Revoking or invalidating an authorization token?

Hi,

My apologies for crossposting. I wasn’t sure if the right place to ask this was here or on the Google Group.

I’m trying to figure out if Keycloak supports any sort of token revokation as described in RFC 7009, like with a /revoke API endpoint. I can’t seem to find it in the documentation. I see that there is a /logout API that can take a token (?), but I’m assuming that this would cause the user to have to log in again…

Here’s my use case - perhaps someone can help me understand if Keycloak supports this well.

  • A user is logged into my app, potentially on multiple devices (web, mobile, etc.)
  • The user makes a change to his subscription (e.g., he upgrades to a premium membership, or downgrades) while on one device
  • When he goes to the other device, where he is still logged in, his new membership is not reflected as it is only fetched by the app when an authorization token is obtained (the membership status would be in the JWT token) and as a result, he has the wrong level of access
  • If the user makes such a change on device A, I would like to be able to revoke or invalidate any tokens being used by device B to force it to get a new authorization token
  • I do not want this to result in the user having to log in again on device B, I just want them to get the new authorization (“silent” reauthentication would be fine as long as the user is not prompted for credentials, so if it is possible to invalidate just the authorization but not the authentication, that would be fine)

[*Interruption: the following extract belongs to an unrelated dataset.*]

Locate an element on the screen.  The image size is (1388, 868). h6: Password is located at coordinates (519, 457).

Is there a straightforward way to accomplish this? Can it be done with /logout somehow? Is it a better practice simply to use very short-lived authentication tokens to avoid this problem?

Thanks!

1 Like

Any news on this, @mlevin2?

“You can revoke the session (i.e., by invoking the end_session_endpoint), but not individual tokens. I doubt we’d add revocation for individual tokens as that would require much more state maintained on the server side.”

Ref:

Also see:

JWTs fundamentally lack the ability to reflect user data and claim changes in general, and that’s okay.

There is a general misconception, and many abuse JWTs. Tokens once issued shouldn’t be considered as state that can or should be changed.

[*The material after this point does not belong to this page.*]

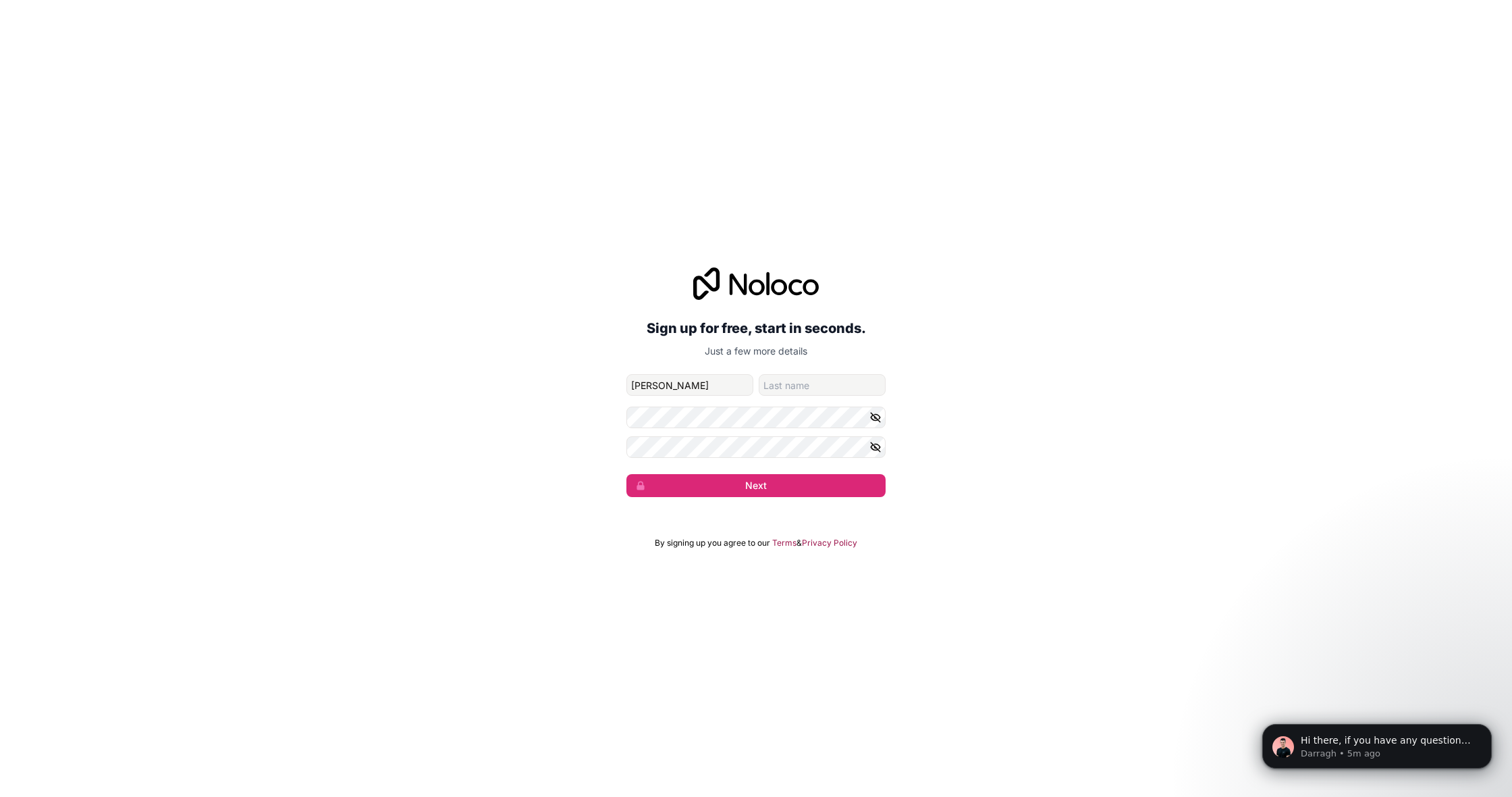  Describe the element at coordinates (690, 385) in the screenshot. I see `input: given-name` at that location.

A JWT is an authentication certificate primarily, that the holder uses so other parties can verify its actions. It should contain simple claims and carry authorization permissions, but in the event of user data, role, group, or permission change - an existing JWT token should not be updated. It can be invalidated though.

You either let the JWT token expire and thus invalidate, ensuring the client has to get the new token, now with the changes applied. This is actually the reason why JWTs should be short-lived.

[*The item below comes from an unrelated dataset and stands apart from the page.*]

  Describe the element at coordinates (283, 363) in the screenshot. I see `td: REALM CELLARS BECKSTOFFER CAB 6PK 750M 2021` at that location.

Or you either use online validation. Offline validation is when your secured server validates tokens against a public key, while online requires the secured server to invoke your identity server to verify the token. If you have online validation in place, you can make use of Keycloak’s /openid-connect/revoke endpoint.

I suggest offline validation, as that’s what JWTs are meant for. With short expiration times, most use cases should be fine. If not, then your use case is way critical to rely on JWTs in the first place.

2 Likes

+1 for short expiration of the access token.

You can’t invalidate JWTs when using JWT decoders. All you can do is wait for it to expire (set low expiration time) or switch to introspection.

But none of the above is ideal and, anyway, it is now recommended that tokens are issued only to confidential clients (on the backend) and even that tokens do not leave the server at all. The recommended alternative is using an OAuth2 BFF, a middleware in charge of:

  • keeping session for the frontend
  • driving authorization code and refresh token flows
  • storing tokens in session
  • replacing the session cookie with the access token in session when forwarding a request from the frontend to a resource server

This is for instance what does the NextAuth library for Next.js. I also wrote an article on Baeldung to do that with Spring Cloud Gateway and the TokenRelay filter.

If tokens do not leave the server (like when using the BFF pattern), you keep a safe hand on it and can delete or replace it before it expire, immediately revoking or modifying user access.